Technology risk management. Operating on two blockchains reduces single-chain dependency risk. If Stellar experiences downtime or regulatory issues, Polygon operations continue unaffected, and vice versa.

The multi-chain approach creates operational complexity — maintaining consistent share records across two blockchains requires careful reconciliation between transfer agent systems — but Franklin Templeton’s registered transfer agent subsidiary manages this complexity within the regulatory framework. Importantly, the Stellar and Polygon deployments are not independent share classes. They are synchronized representations of the same registered fund, with master records maintained by the transfer agent.


Why FOBXX Matters for Tokenized Fund Innovation

The FOBXX precedent’s significance extends well beyond its $380M AUM. It established three regulatory facts that have enabled the subsequent wave of institutional tokenization:

Public blockchains can satisfy SEC record-keeping requirements. The longstanding assumption in financial services was that SEC-regulated securities records must be maintained on permissioned, centrally controlled systems. FOBXX demonstrated that public blockchains — operated by distributed validator networks outside the fund’s direct control — can serve as compliant record systems when the fund’s transfer agent maintains appropriate controls over the wallet infrastructure.

Registered fund structures can be blockchain-native from inception. Rather than retrofitting blockchain into an existing fund, FOBXX was designed from the ground up as a blockchain-settled fund. This architecture — fund NAV, distributions, and ownership records all managed on-chain — provides the template for next-generation registered fund structures.

Retail distribution of tokenized fund shares is regulatorily achievable. FOBXX’s registered fund status enables (in principle) distribution through wirehouse platforms, RIA custodians, and retirement account structures. No other tokenized fund product has this capability. As distribution partnerships develop, FOBXX’s registered structure becomes a competitive advantage, not just a regulatory footnote.


Exhibit: FOBXX vs BUIDL Structural Comparison

FeatureFOBXX (Franklin)BUIDL (BlackRock)
SEC Registration40 Act Registered FundUnregistered (3(c)(7))
Target InvestorsRetail + InstitutionalQualified Purchasers Only
Minimum Investment$20 (Benji)$5,000,000
BlockchainStellar + PolygonEthereum
Transfer AgentFranklin TA (registered)Securitize TA
Yield DistributionMonthly dividendsDaily token accrual
DeFi IntegrationLimitedActive (Ondo, Superstate)
CustodianBNY MellonBNY Mellon
Launch DateApril 2021March 2024
AUM (Q4 2025)~$380M$500M+

Strategic Implications and the Road Ahead

Franklin Templeton’s FOBXX demonstrates that large traditional asset managers can successfully build blockchain-native fund infrastructure when they commit to the regulatory process with patience and technical rigor. The four-year approval timeline — from first SEC engagement to fund effectiveness — reflects the genuine complexity of blockchain integration with securities law, not regulatory hostility.

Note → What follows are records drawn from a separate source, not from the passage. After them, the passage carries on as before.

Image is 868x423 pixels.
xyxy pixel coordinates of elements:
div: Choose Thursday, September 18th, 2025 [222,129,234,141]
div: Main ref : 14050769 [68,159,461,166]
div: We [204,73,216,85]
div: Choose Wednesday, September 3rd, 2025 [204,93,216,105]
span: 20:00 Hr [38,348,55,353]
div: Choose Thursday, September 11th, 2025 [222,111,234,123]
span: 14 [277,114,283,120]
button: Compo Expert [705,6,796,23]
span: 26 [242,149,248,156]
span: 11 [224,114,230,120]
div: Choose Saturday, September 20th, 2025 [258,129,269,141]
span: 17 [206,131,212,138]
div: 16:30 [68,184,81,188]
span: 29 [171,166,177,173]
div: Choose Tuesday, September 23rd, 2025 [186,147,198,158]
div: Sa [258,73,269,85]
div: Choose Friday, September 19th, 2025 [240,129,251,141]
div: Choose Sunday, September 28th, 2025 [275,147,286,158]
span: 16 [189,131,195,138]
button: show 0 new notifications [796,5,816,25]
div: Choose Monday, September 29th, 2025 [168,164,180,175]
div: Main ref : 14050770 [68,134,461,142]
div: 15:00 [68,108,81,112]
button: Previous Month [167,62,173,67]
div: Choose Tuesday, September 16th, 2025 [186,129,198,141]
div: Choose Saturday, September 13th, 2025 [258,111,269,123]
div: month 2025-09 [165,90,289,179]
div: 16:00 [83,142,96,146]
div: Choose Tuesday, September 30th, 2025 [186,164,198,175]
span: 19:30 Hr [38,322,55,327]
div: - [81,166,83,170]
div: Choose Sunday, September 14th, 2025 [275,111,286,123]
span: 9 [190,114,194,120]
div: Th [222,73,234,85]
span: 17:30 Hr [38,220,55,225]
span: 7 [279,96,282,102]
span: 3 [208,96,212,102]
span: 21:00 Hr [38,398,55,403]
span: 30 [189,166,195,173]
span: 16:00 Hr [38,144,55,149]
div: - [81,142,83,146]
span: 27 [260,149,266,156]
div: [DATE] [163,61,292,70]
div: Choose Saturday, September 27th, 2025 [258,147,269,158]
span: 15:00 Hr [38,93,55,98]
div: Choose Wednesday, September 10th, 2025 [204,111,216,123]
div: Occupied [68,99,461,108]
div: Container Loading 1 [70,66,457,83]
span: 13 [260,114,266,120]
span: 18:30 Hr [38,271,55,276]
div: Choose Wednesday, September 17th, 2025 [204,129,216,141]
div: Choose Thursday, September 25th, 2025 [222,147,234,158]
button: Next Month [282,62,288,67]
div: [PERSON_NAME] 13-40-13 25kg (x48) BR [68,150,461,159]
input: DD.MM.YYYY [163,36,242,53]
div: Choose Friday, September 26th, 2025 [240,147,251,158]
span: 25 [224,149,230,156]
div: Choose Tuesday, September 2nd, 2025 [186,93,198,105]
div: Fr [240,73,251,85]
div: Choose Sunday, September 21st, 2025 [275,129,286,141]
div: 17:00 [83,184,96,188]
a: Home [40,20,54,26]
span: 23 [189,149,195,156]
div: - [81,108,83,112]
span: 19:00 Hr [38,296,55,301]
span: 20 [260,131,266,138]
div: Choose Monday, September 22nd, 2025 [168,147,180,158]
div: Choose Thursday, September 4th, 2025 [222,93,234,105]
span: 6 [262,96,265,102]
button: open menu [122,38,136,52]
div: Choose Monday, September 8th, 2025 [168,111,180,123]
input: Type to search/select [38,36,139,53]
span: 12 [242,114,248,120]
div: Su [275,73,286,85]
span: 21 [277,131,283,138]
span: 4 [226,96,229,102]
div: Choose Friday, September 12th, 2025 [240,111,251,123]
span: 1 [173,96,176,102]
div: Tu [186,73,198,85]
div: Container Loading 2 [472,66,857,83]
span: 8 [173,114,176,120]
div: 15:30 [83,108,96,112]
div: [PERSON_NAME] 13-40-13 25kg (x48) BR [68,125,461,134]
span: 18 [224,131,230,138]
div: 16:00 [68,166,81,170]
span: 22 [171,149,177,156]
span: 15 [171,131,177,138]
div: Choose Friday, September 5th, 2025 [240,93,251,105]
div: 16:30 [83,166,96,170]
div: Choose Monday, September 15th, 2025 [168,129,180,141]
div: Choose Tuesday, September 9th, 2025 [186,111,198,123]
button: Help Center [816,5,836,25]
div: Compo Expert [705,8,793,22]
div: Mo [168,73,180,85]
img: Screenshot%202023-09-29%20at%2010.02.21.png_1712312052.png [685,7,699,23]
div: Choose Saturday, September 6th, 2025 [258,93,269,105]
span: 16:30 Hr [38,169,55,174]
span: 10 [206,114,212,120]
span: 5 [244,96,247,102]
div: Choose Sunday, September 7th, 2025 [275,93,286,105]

The product’s trajectory over 2026-2028 will be shaped by two developments. First, whether SEC staff issues more formal guidance (likely as rulemaking or interpretive releases) clarifying when public blockchain record-keeping satisfies transfer agent requirements for registered funds. Such guidance would reduce the per-fund legal burden for new blockchain fund launches, accelerating competition with FOBXX.

Second, whether fintech distribution platforms (Robinhood, Betterment, Wealthfront, Fidelity’s retail channels) integrate FOBXX or similar products. The fund’s registered structure makes platform integration legally straightforward — more straightforward than BUIDL or other unregistered products. Distribution at scale will determine whether tokenized money market funds become a significant component of retail cash management or remain an institutional niche.

Franklin Templeton’s four-year head start on regulatory architecture, combined with the only retail-accessible tokenized Treasury product in the US, positions FOBXX as the reference standard for the next generation of registered blockchain funds. For practitioners building in this space, the FOBXX blueprint — not the BUIDL blueprint — is the relevant regulatory precedent for products seeking the broadest investor access.